When you put a label on something, you separate it from everything else around it. For example, if you have a box of shoes and you label one pair “brown shoes,” you have a box of shoes that contain one pair of brown shoes, separating them from the rest.
We have been doing the same thing in this country since the first person uttered the phrase “politically correct.” This great country was founded on the principle that all men are created equal. This country is a melting pot of people from all over the world.
We are all too familiar with the phrase, “Give me your tired, your poor, your huddled masses yearning to breathe free.” However, look at what we have become … a country of labels, separated by those labels. I am an American; I am not a white American, I am not a Jewish American, I am not a Romanian American, I am just an American. After all, isn’t being an American enough?
Why after more than 250 years of growing together as a country have we decided it would be smart to label ourselves and separate ourselves from one another? If you immigrate to this country and become a citizen, aren’t you just an American?
I am not advocating giving up our individual heritage. Lord knows I love potato pancakes and a good pastrami sandwich, but what I am suggesting is that we cannot begin to put an end to the ignorance that fuels racism and the tension that exists if we are going to continually separate ourselves from one another.
If there was a ground war in the United States, do you think the other guys are going to be checking to see if you are an Irish American, a Korean American, or dare I say it, a Muslim American? No, they won’t, because we are all Americans.
Everyone outside of the United States sees us that way … why can’t we? Is a black man in England an African Brit? No, but here in the United States where we pride ourselves on being one people out of many, what do we do? We are politically correct and it is just plain stupid.
I am an American; if my country or countrymen are attacked, my loyalty is to them, Americans. Isn’t it time to stop all this silliness and just be people?
I am so tired of having to think about what kind of person you are supposed to be. I don’t care if you are white, black, Catholic, Muslim, Armenian, gay, transgender, whatever. If you are an American, you are an American. Be an American, don’t be a label.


* Work to complete *
Leaving out the images, repeat all the lines below exactly.

* Extracted information *
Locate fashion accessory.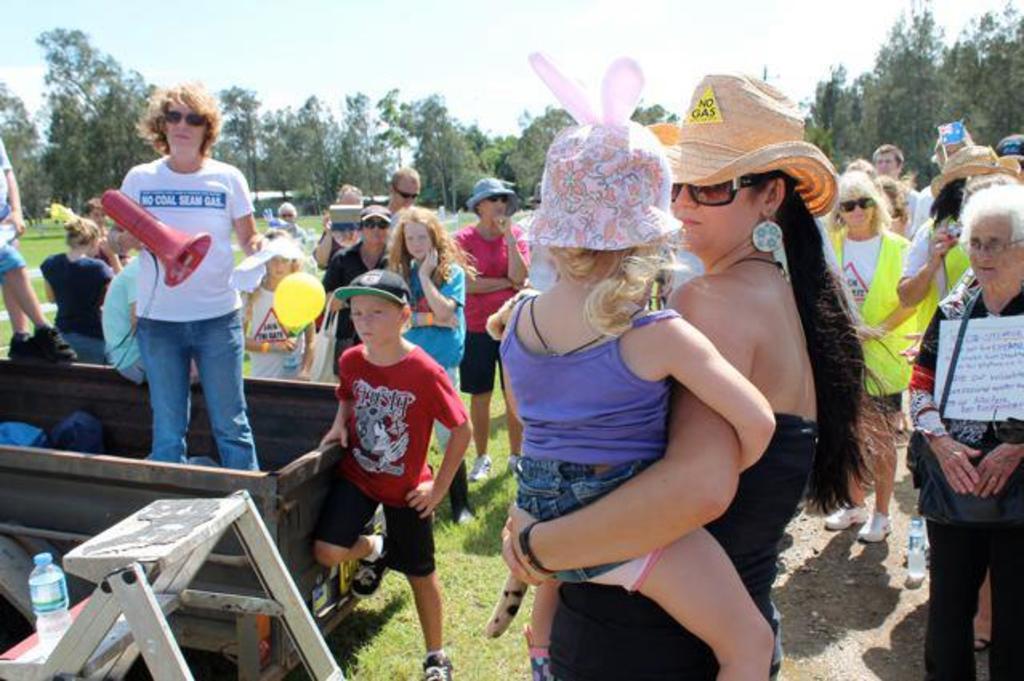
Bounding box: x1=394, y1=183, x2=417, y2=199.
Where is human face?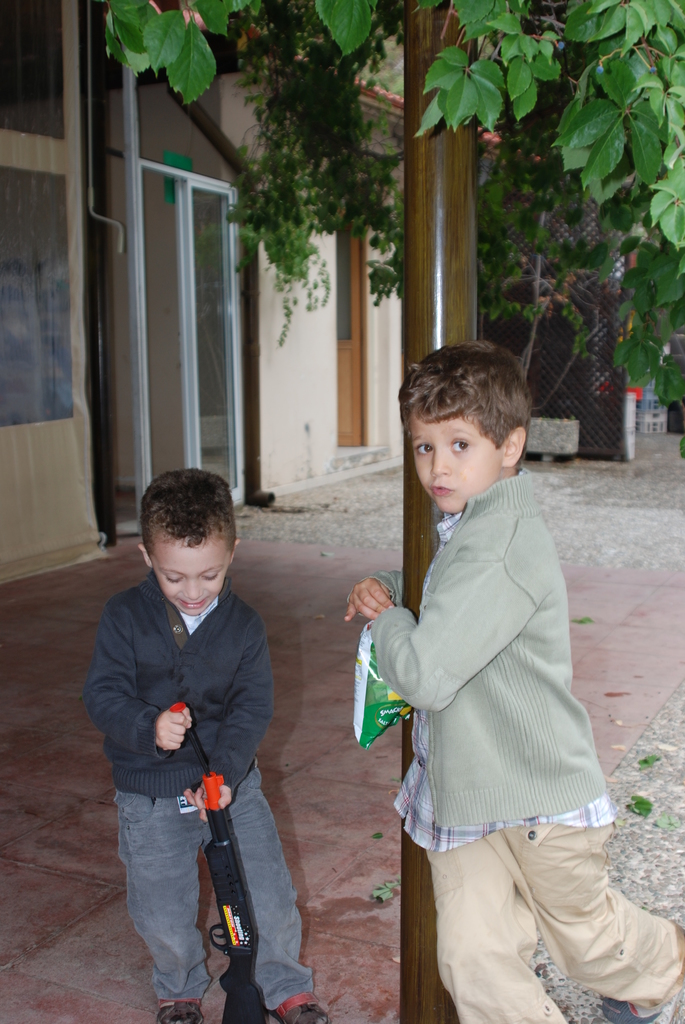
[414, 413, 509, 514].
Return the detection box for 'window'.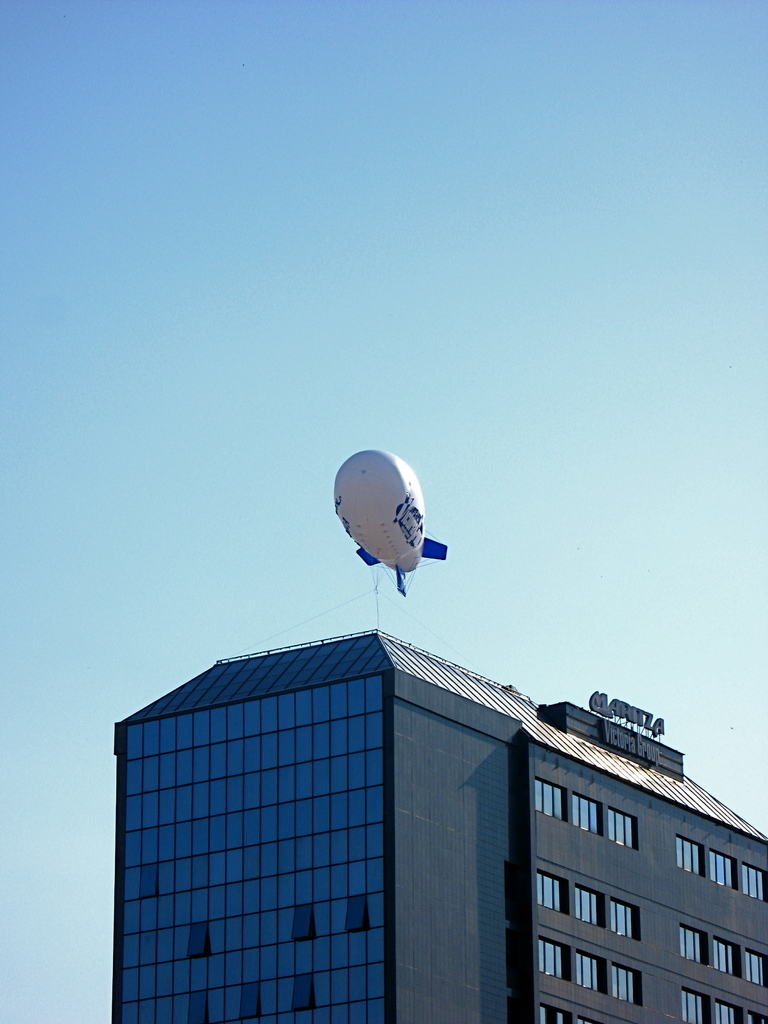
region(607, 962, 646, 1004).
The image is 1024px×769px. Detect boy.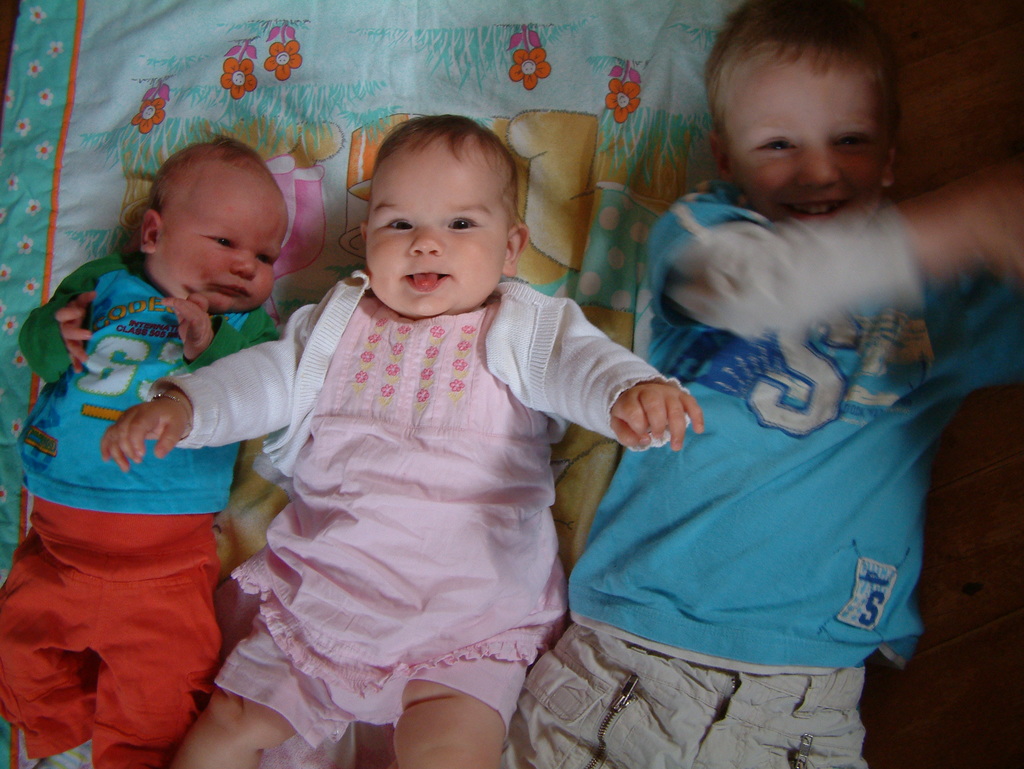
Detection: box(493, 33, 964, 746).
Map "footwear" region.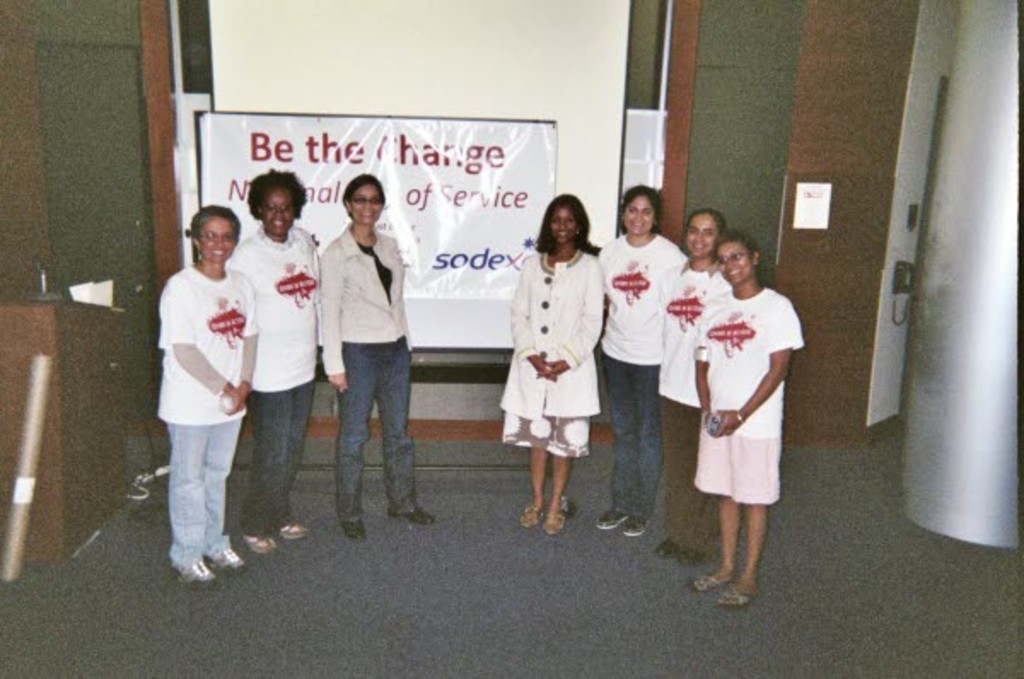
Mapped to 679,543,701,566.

* Output *
Locate fashion accessory.
Bounding box: x1=394, y1=183, x2=417, y2=199.
Where is human face?
[414, 413, 509, 514].
Return the detection box for 'window'.
region(607, 962, 646, 1004).
The image is 1024px×769px. Detect boy.
Detection: box(493, 33, 964, 746).
Map "footwear" region.
Mapped to 679,543,701,566.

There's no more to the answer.